Generated by Codex with GPT-5

Quick facts

What the problem is really asking

The input array is sorted, and the target value may appear many times in one contiguous block.

The task is not just to decide whether the target exists. It is to return the exact starting and ending indices of that block.

So the real question is:

how can a sorted array be used to find both boundaries in O(log n) time?

Why one ordinary binary search is not enough

A standard binary search can find one occurrence of the target, but that does not guarantee it found the first or last one.

For example, in [5, 7, 7, 8, 8, 10], searching for 8 might land on index 3 or 4. That is enough to prove the target exists, but it is not enough to answer the problem.

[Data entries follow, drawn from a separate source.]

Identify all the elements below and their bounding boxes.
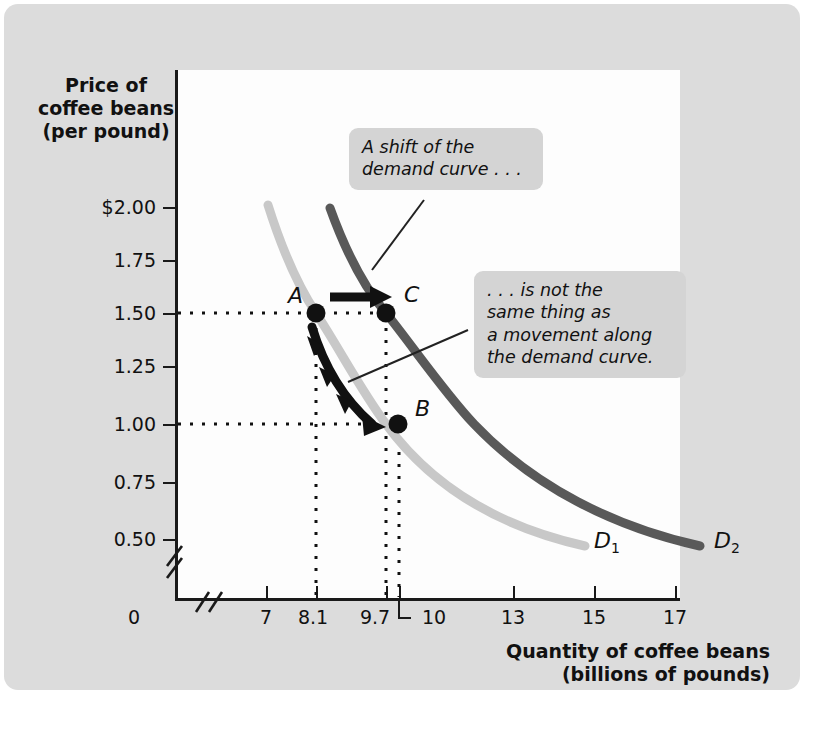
ten-tick-bracket <box>399 600 411 618</box>
movement-callout-line-4: the demand curve. <box>487 346 673 368</box>
point-label-c: C <box>404 282 419 307</box>
shift-callout: A shift of the demand curve . . . <box>349 128 543 190</box>
shift-callout-line-2: demand curve . . . <box>362 158 530 180</box>
curve-label-d1-sub: 1 <box>611 540 620 556</box>
curve-label-d1: D1 <box>594 528 620 556</box>
movement-callout-line-2: same thing as <box>487 301 673 323</box>
movement-arrow <box>307 327 386 436</box>
movement-callout-line-1: . . . is not the <box>487 279 673 301</box>
curve-label-d2-base: D <box>714 528 731 553</box>
x-axis-break-icon <box>196 592 222 612</box>
chart-graphics <box>0 0 834 735</box>
point-label-b: B <box>415 396 430 421</box>
movement-callout: . . . is not the same thing as a movemen… <box>474 271 686 378</box>
y-axis-break-icon <box>167 546 182 578</box>
guide-lines <box>178 313 399 597</box>
curve-label-d2: D2 <box>714 528 740 556</box>
movement-callout-line-3: a movement along <box>487 324 673 346</box>
data-point-a[interactable] <box>307 304 326 323</box>
shift-callout-line-1: A shift of the <box>362 136 530 158</box>
curve-label-d2-sub: 2 <box>731 540 740 556</box>
shift-callout-leader-line <box>372 200 424 270</box>
figure-root: $2.00 1.75 1.50 1.25 1.00 0.75 0.50 7 8.… <box>0 0 834 735</box>
point-label-a: A <box>288 283 303 308</box>
curve-label-d1-base: D <box>594 528 611 553</box>
data-point-c[interactable] <box>377 304 396 323</box>
data-point-b[interactable] <box>389 415 408 434</box>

After finding one copy, there may still be matching values on the left or right.

That means the real work is not “find the target once.” It is “find the left boundary and the right boundary.”

The key insight

This problem becomes clean once it is reframed as two boundary searches:

  • find the first index where the value is at least target
  • find the first index where the value is greater than target

If the first search lands on a value that is not actually target, then the target does not exist at all.

If it does exist, then:

  • the first occurrence is the first index where value >= target
  • the last occurrence is one position before the first index where value > target

This is the same lower-bound / upper-bound pattern behind bisect_left and bisect_right.

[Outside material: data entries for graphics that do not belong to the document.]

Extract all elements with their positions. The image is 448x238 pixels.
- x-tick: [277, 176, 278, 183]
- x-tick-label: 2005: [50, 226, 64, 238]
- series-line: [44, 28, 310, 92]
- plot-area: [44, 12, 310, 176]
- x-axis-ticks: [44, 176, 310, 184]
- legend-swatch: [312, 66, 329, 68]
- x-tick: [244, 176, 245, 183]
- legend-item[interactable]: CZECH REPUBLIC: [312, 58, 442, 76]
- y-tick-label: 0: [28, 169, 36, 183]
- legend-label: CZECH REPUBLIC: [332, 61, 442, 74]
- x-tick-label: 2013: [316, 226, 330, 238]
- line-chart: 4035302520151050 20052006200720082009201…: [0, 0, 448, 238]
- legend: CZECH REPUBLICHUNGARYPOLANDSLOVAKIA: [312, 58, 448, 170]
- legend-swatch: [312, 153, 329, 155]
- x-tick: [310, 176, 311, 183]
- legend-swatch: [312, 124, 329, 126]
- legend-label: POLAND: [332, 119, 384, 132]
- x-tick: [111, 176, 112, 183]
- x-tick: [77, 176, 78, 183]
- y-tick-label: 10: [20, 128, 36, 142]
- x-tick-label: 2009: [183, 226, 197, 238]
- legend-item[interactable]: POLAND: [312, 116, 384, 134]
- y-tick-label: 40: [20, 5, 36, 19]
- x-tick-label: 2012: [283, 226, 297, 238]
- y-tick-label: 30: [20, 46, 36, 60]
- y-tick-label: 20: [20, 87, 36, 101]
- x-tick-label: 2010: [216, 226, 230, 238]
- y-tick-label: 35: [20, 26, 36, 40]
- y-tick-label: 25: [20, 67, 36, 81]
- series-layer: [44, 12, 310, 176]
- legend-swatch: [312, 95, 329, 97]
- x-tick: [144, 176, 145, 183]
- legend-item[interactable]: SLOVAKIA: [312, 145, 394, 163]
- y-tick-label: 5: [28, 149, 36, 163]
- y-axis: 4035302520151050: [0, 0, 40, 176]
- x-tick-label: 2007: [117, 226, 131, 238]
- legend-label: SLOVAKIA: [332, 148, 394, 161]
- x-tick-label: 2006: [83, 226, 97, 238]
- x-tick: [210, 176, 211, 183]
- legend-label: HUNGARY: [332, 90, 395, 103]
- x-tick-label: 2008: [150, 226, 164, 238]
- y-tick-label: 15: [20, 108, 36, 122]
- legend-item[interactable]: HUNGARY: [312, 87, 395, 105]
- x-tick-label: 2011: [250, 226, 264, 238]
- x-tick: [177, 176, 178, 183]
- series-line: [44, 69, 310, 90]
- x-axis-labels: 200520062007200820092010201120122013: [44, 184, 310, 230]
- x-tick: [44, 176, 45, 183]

How to derive the optimal solution

The sorted order gives a strong guarantee:

  • everything left of a cutoff is too small
  • everything right of a cutoff is large enough

That is exactly what binary search needs.

To find the first occurrence, keep shrinking toward the left whenever numbers[mid] >= target. To find the first value strictly greater than the target, keep shrinking toward the left whenever numbers[mid] > target.

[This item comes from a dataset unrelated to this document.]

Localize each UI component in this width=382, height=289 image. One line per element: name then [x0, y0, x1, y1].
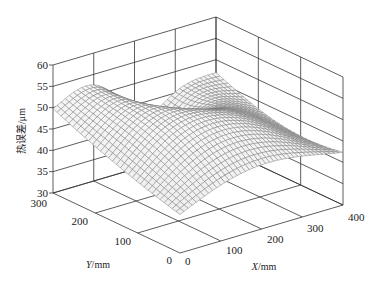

Each search throws away half of the remaining range, so the total cost stays logarithmic:

  • Time: O(log n)
  • Extra space: O(1)

Even though there are two searches, O(log n) + O(log n) is still O(log n).

Best approaches

The cleanest approach is two binary searches on insertion points.

That version is better than:

  • scanning outward after finding one match, which can degrade to O(n)
  • collecting all matches, which uses extra space and ignores the sorted-array advantage

An alternative implementation is:

  1. run binary search to find any matching index
  2. run separate binary searches on the left and right sides to expand to the boundaries

That also works in O(log n), but the insertion-point version is usually simpler to reason about and easier to get correct.

Python solution

from typing import List


def find_first_index_at_least(numbers: List[int], target: int) -> int:
    """Return the first index whose value is >= target."""
    left_index = 0
    right_index = len(numbers)

    while left_index < right_index:
        middle_index = (left_index + right_index) // 2

        # Move right past values that are still too small.
        if numbers[middle_index] < target:
            left_index = middle_index + 1
        else:
            right_index = middle_index

    return left_index


def find_first_index_greater_than(numbers: List[int], target: int) -> int:
    """Return the first index whose value is > target."""
    left_index = 0
    right_index = len(numbers)

    while left_index < right_index:
        middle_index = (left_index + right_index) // 2

        # Move right past values that are <= target.
        if numbers[middle_index] <= target:
            left_index = middle_index + 1
        else:
            right_index = middle_index

    return left_index


class Solution:
    def searchRange(self, numbers: List[int], target: int) -> List[int]:
        first_match_index = find_first_index_at_least(numbers, target)

        if first_match_index == len(numbers):
            return [-1, -1]

        if numbers[first_match_index] != target:
            return [-1, -1]

        last_match_index = find_first_index_greater_than(numbers, target) - 1
        return [first_match_index, last_match_index]

The takeaway

The main pattern to remember is that many “find the range” problems are really asking for boundary searches, not exact-match searches.

Once the problem is translated into:

  • first index where value is big enough
  • first index where value is too big

the solution becomes a straightforward application of binary search.